Published on 12:00 AM, May 29, 2019

Clashes in four Brazil jails kill 40

At least 40 inmates were killed in four jails in northern Brazil on Monday over an apparent gang dispute, authorities said, in the latest wave of violence to rock the country's severely overpopulated and deadly prison system.

The victims appeared to have been killed by "asphyxiation," the Amazonas state government said in a statement, a day after 15 people were killed in one of the prisons.

Officials had initially put the number of dead at 42, but later revised the number to 40.

At least 25 of the victims were found in the Antonio Trindade Penal Institute near Manaus, the capital of Amazonas, where all four prisons are located.

No guns or knives were used in the killings, which prison officials said appeared to have been sparked by a "rift between prisoners who belonged to the same criminal group and were involved in drug trafficking in the state."

The federal government has dispatched reinforcements to boost security in the jails.

An investigation launched into Sunday's mass killing at the Anisio Jobim Penal Complex, in which some of the prisoners were stabbed with sharpened toothbrushes during visiting hours, has been widened to include Monday's deaths.

Four of those killed in the latest violence were found at the Anisio Jobim jail, which was also the scene of a prison rebellion that lasted almost 20 hours and left 56 people dead in January 2017.

Another five were killed at the Provisional Detention Center for Men and six died at the Puraquequara Prison Unit.

"The fact that the killings were coordinated across four separate prisons... suggests that this was a settling of scores," Robert Muggah, research director at the Igarape Institute think tank in Rio de Janeiro, told AFP.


What is being asked: Write out the lines of the material below exactly, beginning at the line with "Find the location of a particular element. Image" and stopping after the line with "The height and width of the screenshot is (552, 983).", and leave out the pictures.

Records shown:
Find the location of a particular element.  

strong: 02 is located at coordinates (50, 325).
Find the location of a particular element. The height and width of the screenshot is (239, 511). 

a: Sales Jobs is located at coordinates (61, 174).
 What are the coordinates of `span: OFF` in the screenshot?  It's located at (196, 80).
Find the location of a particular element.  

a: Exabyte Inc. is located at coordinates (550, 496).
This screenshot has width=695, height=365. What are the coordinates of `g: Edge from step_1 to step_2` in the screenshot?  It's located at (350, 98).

...

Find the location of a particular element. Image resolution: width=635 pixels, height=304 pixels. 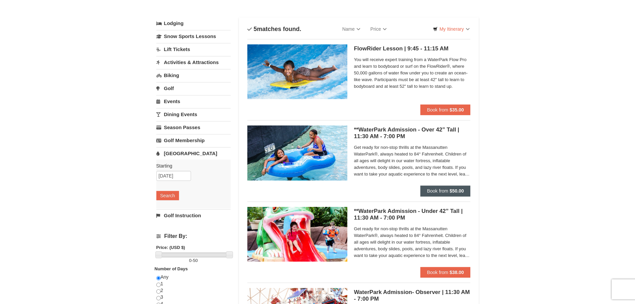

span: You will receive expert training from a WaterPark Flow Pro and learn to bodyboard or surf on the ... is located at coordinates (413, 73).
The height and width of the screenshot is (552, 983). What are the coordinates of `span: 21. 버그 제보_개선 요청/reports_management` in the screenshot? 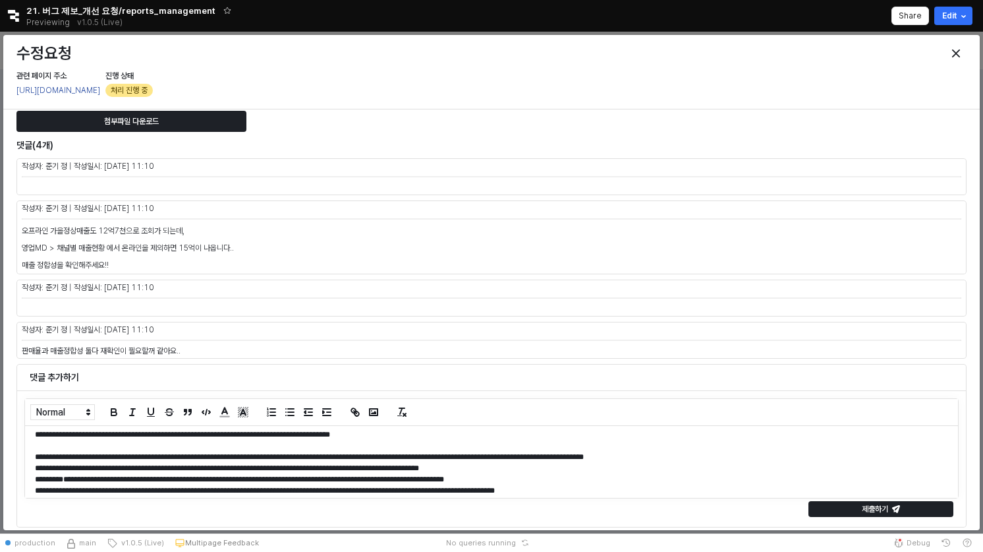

---

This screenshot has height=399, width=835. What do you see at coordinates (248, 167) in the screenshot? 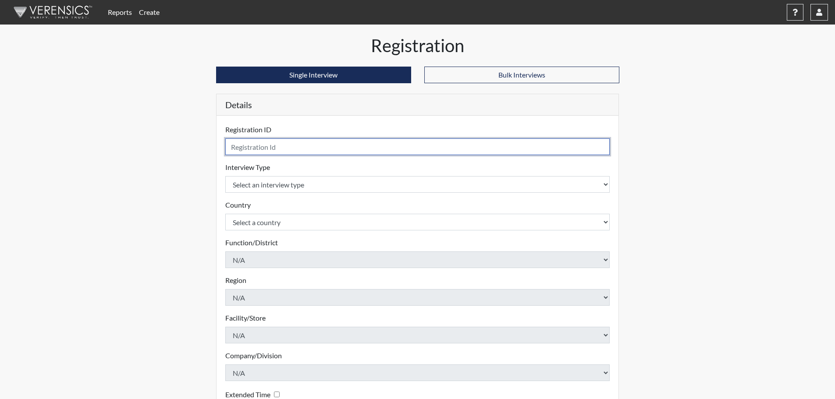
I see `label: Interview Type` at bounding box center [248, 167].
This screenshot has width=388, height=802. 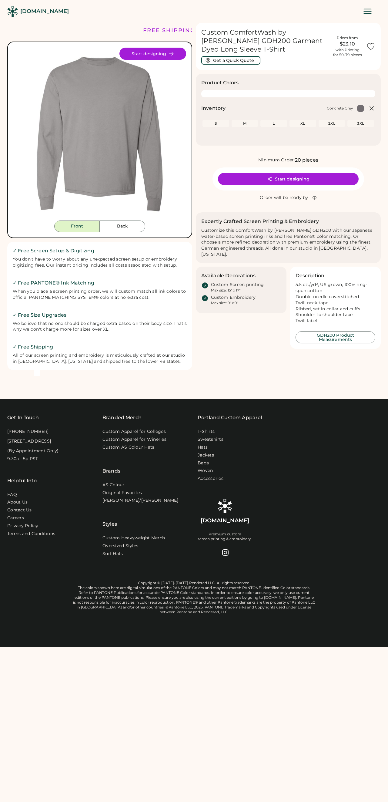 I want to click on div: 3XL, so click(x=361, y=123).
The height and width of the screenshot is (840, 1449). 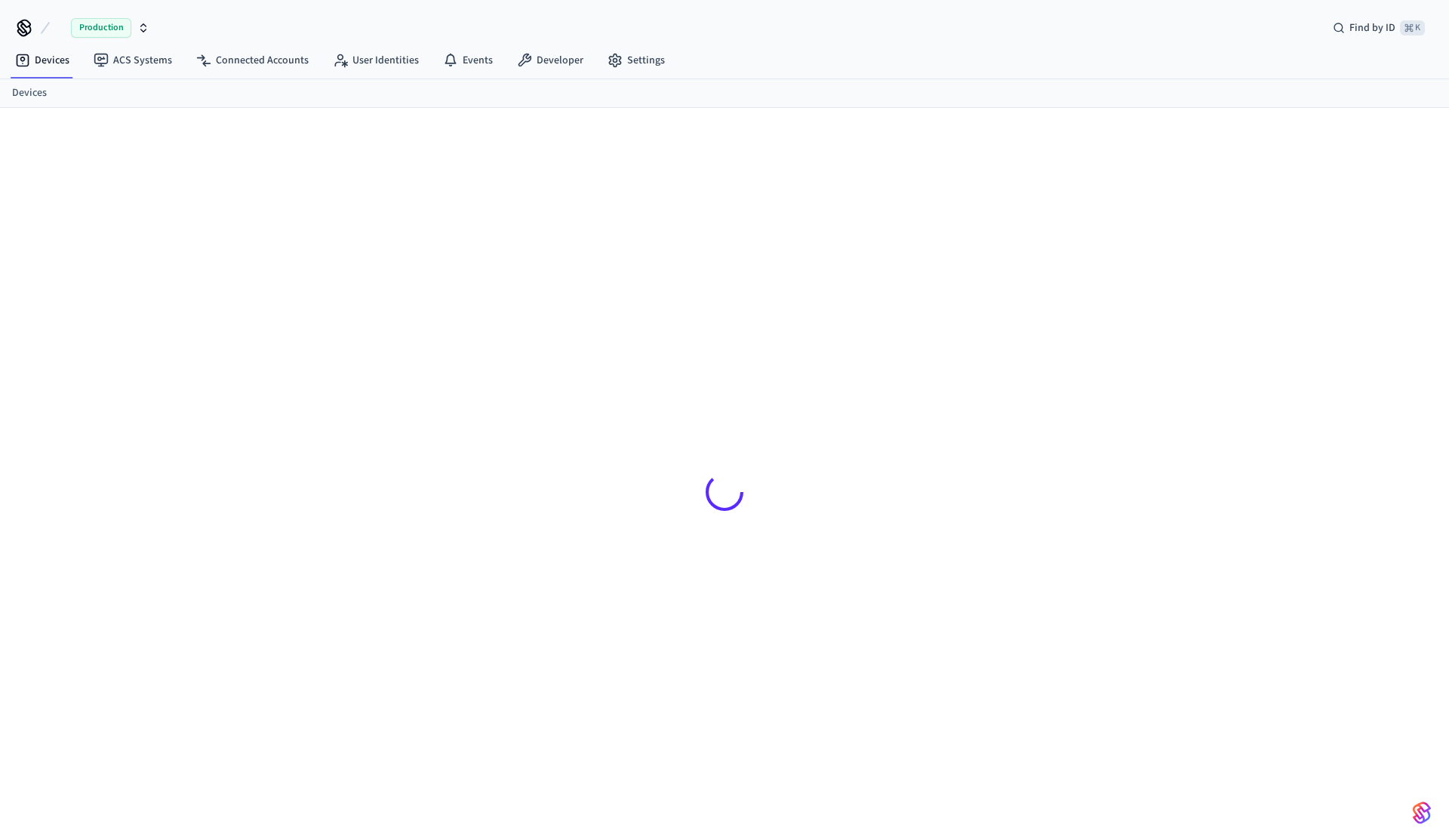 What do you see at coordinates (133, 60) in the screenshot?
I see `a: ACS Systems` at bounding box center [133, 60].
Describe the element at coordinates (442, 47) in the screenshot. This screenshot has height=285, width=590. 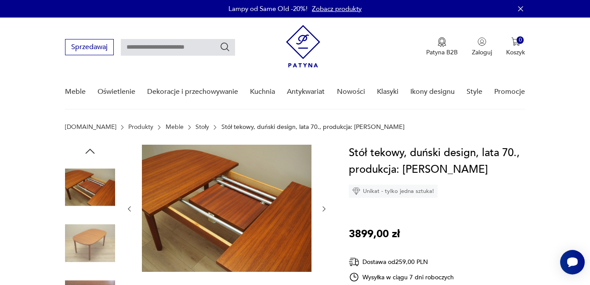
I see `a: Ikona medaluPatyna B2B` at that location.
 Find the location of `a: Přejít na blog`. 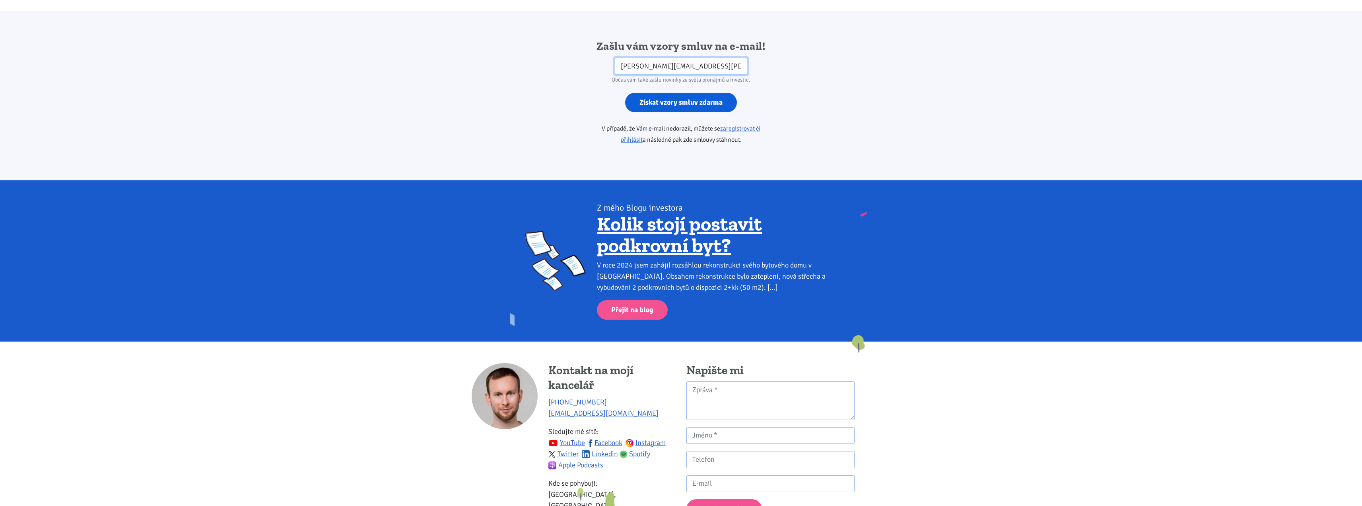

The completed task:
Find the location of a particular element. Image resolution: width=635 pixels, height=304 pixels. 

span: You will receive expert training from a WaterPark Flow Pro and learn to bodyboard or surf on the ... is located at coordinates (413, 73).
The height and width of the screenshot is (552, 983). What are the coordinates of `span: 21. 버그 제보_개선 요청/reports_management` in the screenshot? 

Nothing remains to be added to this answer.